The paper Simulating Kilobots within ARGoS: models and experimental validation by Carlo Pinciroli, M. Salah Talamali, Andreagiovanni Reina, James Marshall, and Vito Trianni proposes a new plugin for the ARGoS simulator that allows users to simulate Kilobots in a fast and realistic way, to use the same code in simulation and on robots, and to simulate the ARK infrastructure along with the Kilobots.
Giovanni co-ordinated a team of University of Sheffield and Sheffield Hallam University students who produced a new short film using our Kilobots. This was premiered at the Sheffield Robotics Showcase on June 26th, and is available to watch on the DiODe project You Tube channel…
We completed the ARK system —Augmented Reality for Kilobot— that allows Kilobot robots to operate in a virtual environment!
The system architecture is open-source (available at http://diode.group.shef.ac.uk/kilobots/index.php/ARK) and published in the journal article: A. Reina, A. J. Cope, E. Nikolaidis, J. A.R. Marshall and C. Sabo. ARK: Augmented Reality for Kilobots. IEEE Robotics and Automation Letters, in press, 2017.
The video above showcases the functionalities of ARK through three demos. In Demo A, ARK automatically assigns unique IDs to a swarm of 100 Kilobots. Demos B shows the possibility of employing ARK for the automatic positioning of 50 Kilobots, which is one of the typical preliminary operations in swarm robotics experiments. These operations are typically tedious and time consuming when done manually. ARK saves researchers’ time and makes operating large swarms considerably easier. Additionally, automating the operation gives more accurate control of the robots’ start positions and removes undesired biases in comparative experiments. Demo C shows a simple foraging scenario where 50 Kilobots collect material from a source location and deposit it at a destination.

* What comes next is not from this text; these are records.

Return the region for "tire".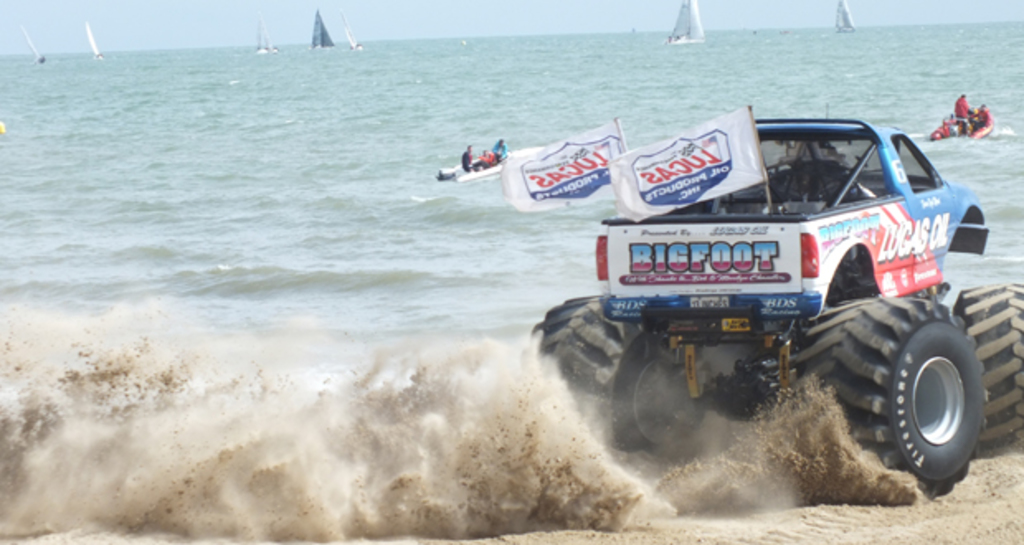
Rect(525, 292, 718, 462).
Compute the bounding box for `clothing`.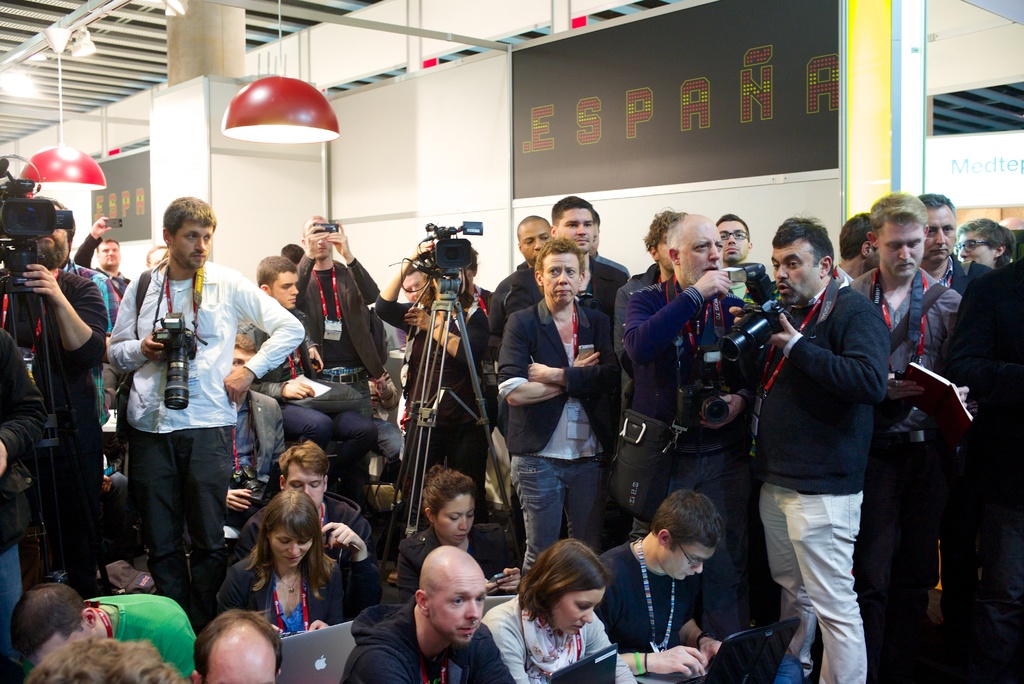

The robots are programmed to pick up one virtual flower inside the source area (green flower field), carry it to the destination (yellow nest), and deposit the flower there. When performing actions in the virtual environments, the robot signals by lighting its LED in blue. When picking up a virtual flower from the source, the robot reduces the source’s size for the rest of the robots (by reducing the area’s diameter by 1cm). Similarly when a robot deposits flowers at its destination, the area increases by 1 cm. This demo shows that robots can perceive (and navigate) a virtual gradient, can modify the virtual environment by moving material from one location to another, and can autonomously decide when to change the virtual environment that they sense (either the source or the destination).
More information available at: http://diode.group.shef.ac.uk/kilobots/index.php/ARK
A swarm of 150 kilobot robots takes a value-sensitive decentralised decision between two options (red and blue). The swarm must select the best quality option if the quality is higher than a given threshold (in this study, greater than 1.5). In this experiment, the options have quality v=5 thus the swarm makes a decision for the option blue.
The overlaying coloured circles show the two options localised in the environment. The options are signalled through two static kilobot robots acting as beacons that send infrared messages with the option’s ID and quality. The robots light up their LED in a colour that corresponds to their internal commitment state: green for the uncommitted state and red and blue for commitment to the option of the respective colour.
Supplementary video of the paper:
A. Reina, T. Bose, V. Trianni and J. A. R. Marshall. “Effects of Spatiality on Value-Sensitive Decisions Made by Robot Swarms”. DARS 2016.
In the video below, a swarm of 150 kilobot robots takes a value-sensitive decentralised decision between two options (red and blue). The swarm must select the best quality option if the quality is higher than a given threshold (in this study, greater than 1.5). In this experiment, the options have quality v=5 thus the swarm makes a decision for one option (in this case, the blue option).
The overlaying coloured circles show the two options localised in the environment. The options are signalled through two static kilobot robots acting as beacons that send infrared messages with the option’s ID and quality. The robots light up their LED in a colour that corresponds to their internal commitment state: green for the uncommitted state and red and blue for commitment to the option of the respective colour.
The progress of the DiODe project can now be followed up on Youtube. Below you see a video which shows the initial state of setting up a tracking system for the Kilobots, the micro-robots we use to investigate consensus decision-making experimentally.
In the future we will post new videos that show the Kilobots in action. At the same time we want to use the DiODe Youtube channel to document the project’s chronology.